Meteorologists Pioneer Method of Predicting Tornadoes Weeks in Advance
Researchers say they’ve come up with a way to predict the likelihood of tornadoes two or three weeks in advance – a step toward better warnings of storms that kill an average of 80 Americans each year.
Victor Gensini, a meteorology professor at the College of DuPage outside Chicago, found a link between tornado activity in the United States and complicated atmospheric wave patterns that shift every 40 to 60 days. The pattern is dependable enough that last year he used it to predict overall tornado activity in the nation – and was right 10 out of 15 times.
Recently, Gensini predicted higher than normal tornado activity from March 6 through March 19. Normally, there are about 14 or 15 tornadoes a week this time of year, but the forecasters predicted at least 22 or more.
Technically the prediction was for the nation as a whole, but Gensini said conditions were especially ripe for tornadoes in the Southeast and Great Plains. Specifically, he said, that means Louisiana, Texas, Oklahoma, Arkansas, Missouri, Kentucky, southern Illinois, Alabama, Mississippi, Georgia, Florida, North and South Carolina and parts of Virginia.
Gensini said he predicted these conditions back on Feb. 22 and in the following days the more widely used weather models started to forecast severe weather for that area. The actual number was still pending as of mid-March.
“Victor’s results look promising,” although some big challenges and unknowns remain, emailed Greg Carbin, warning coordination meteorologist at the National Weather Service’s Storm Prediction Center.
Because twisters are so small and short-lived – unlike hurricanes that meteorologists track for days as they lumber toward the coast – they are somewhat of a mystery for forecasters. Meteorologists now give notice up to five days in advance that thunderstorm conditions are going to be ripe for tornadoes, but that’s only as they forecast storm systems coming together. It’s ever changing, so it can’t be statistical enough to provide the public with a longer term heads’ up, like they get with El Niño or hurricane seasons.
Gensini’s study is based on something called the Global Wind Oscillation – actually, a collection of climate and weather wobbles, like the familiar El Niño and the less familiar and more short-range Madden Julian Oscillation. It’s more of a catch-all index that operates as “an atmospheric orchestra,” Gensini said.
Gensini looks for shifts in that big index, especially as Earth transitions out of an El Niño. He focuses on the jet stream – winds at 33,000 feet – changes. In the most recent case, it was going from rather straight east-west to more roller coaster-like plunges north and south, altering energy in the atmosphere and making tornado outbreaks more prevalent, Gensini said.
He has examined the biggest tornado outbreaks of the past 50 years, including a deadly outbreak in April 2011 that killed 316 people. Each occurred during a transitional phase similar to the one just observed.
Another weather service meteorologist and storm chaser, Barbara Mayes Boustead, said the physics behind Gensini’s study makes sense and praised it for going further in explaining the “how” and “why” the Global Wind Oscillation works. Several other meteorologists said the study published in the American Meteorological Society’s journal, Monthly Weather Review, was intriguing.
Boustead said these types of long-range outlooks are good for the awareness of public and emergency managers, but cautioned forecasts are far from perfect.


• [Instructions for the task]:
Establish how many lines in the material below include the word "span", then give the count alone.
——————————
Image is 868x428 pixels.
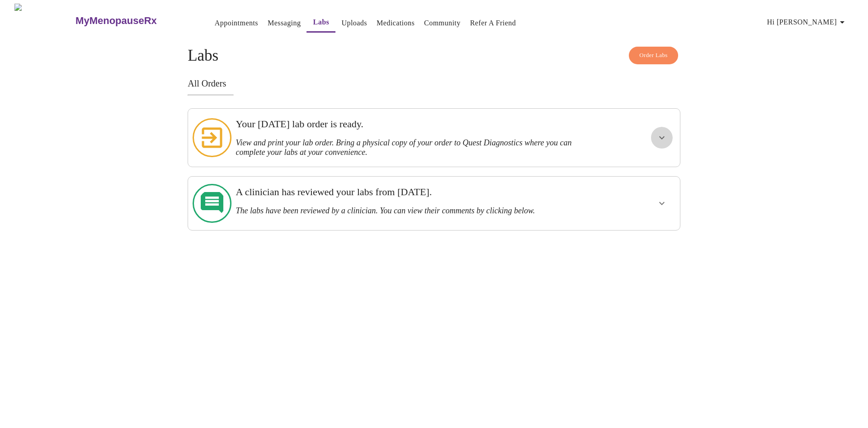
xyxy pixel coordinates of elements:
[342,17,367,29] a: Uploads
[764,13,852,31] button: Hi [PERSON_NAME]
[629,47,679,64] button: Order Labs
[467,14,520,32] button: Refer a Friend
[470,17,516,29] a: Refer a Friend
[76,15,157,26] h3: MyMenopauseRx
[235,186,585,198] h3: A clinician has reviewed your labs from [DATE].
[652,192,673,214] button: show more
[235,206,585,215] h3: The labs have been reviewed by a clinician. You can view their comments by clicking below.
[338,14,371,32] button: Uploads
[187,79,681,89] h3: All Orders
[235,138,585,157] h3: View and print your lab order. Bring a physical copy of your order to Quest Diagnostics where you...
[187,47,681,65] h4: Labs
[424,17,461,29] a: Community
[268,17,300,29] a: Messaging
[264,14,304,32] button: Messaging
[373,14,418,32] button: Medications
[14,3,74,37] img: MyMenopauseRx Logo
[306,13,336,33] button: Labs
[211,14,262,32] button: Appointments
[639,50,668,61] span: Order Labs
[767,16,848,28] span: Hi [PERSON_NAME]
[377,17,415,29] a: Medications
[214,17,258,29] a: Appointments
[235,118,585,130] h3: Your [DATE] lab order is ready.
[313,16,329,28] a: Labs
[74,5,193,37] a: MyMenopauseRx
[421,14,464,32] button: Community
[652,127,673,148] button: show more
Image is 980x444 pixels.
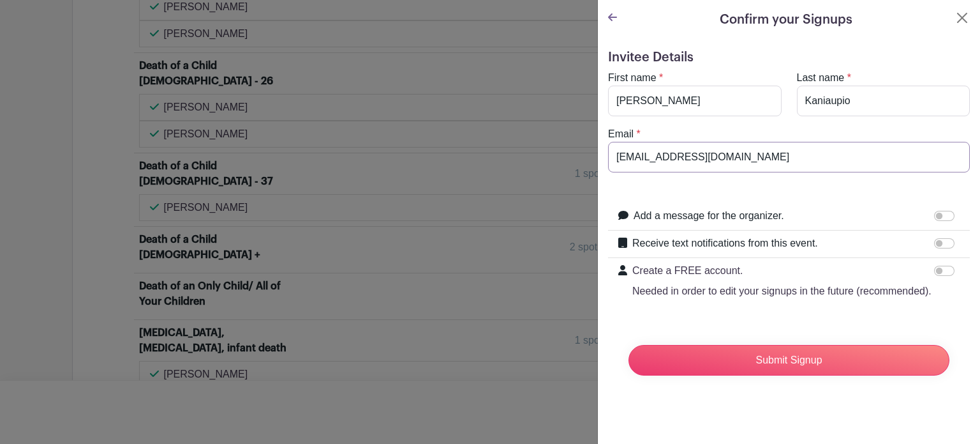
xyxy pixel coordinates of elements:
[632,263,932,278] p: Create a FREE account.
[632,236,818,251] label: Receive text notifications from this event.
[608,126,634,142] label: Email
[955,10,970,25] button: Close
[797,71,845,85] label: Last name
[720,10,852,30] h5: Confirm your Signups
[634,208,785,224] label: Add a message for the organizer.
[632,284,932,299] p: Needed in order to edit your signups in the future (recommended).
[608,50,970,65] h5: Invitee Details
[629,344,950,376] input: Submit Signup
[608,71,657,85] label: First name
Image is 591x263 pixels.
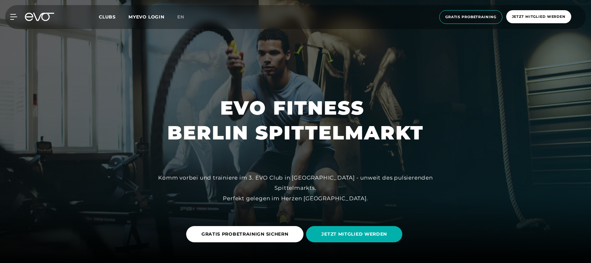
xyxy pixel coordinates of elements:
a: en [177,13,192,21]
a: Clubs [99,14,129,20]
a: Jetzt Mitglied werden [505,10,573,24]
a: MYEVO LOGIN [129,14,165,20]
div: Komm vorbei und trainiere im 3. EVO Club in [GEOGRAPHIC_DATA] - unweit des pulsierenden Spittelma... [152,173,439,204]
a: Gratis Probetraining [438,10,505,24]
span: JETZT MITGLIED WERDEN [321,231,387,238]
a: GRATIS PROBETRAINIGN SICHERN [186,222,306,247]
span: GRATIS PROBETRAINIGN SICHERN [202,231,289,238]
span: Gratis Probetraining [446,14,497,20]
h1: EVO FITNESS BERLIN SPITTELMARKT [167,96,424,145]
a: JETZT MITGLIED WERDEN [306,222,405,247]
span: en [177,14,184,20]
span: Clubs [99,14,116,20]
span: Jetzt Mitglied werden [512,14,566,19]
——————————
• [Task output]:
8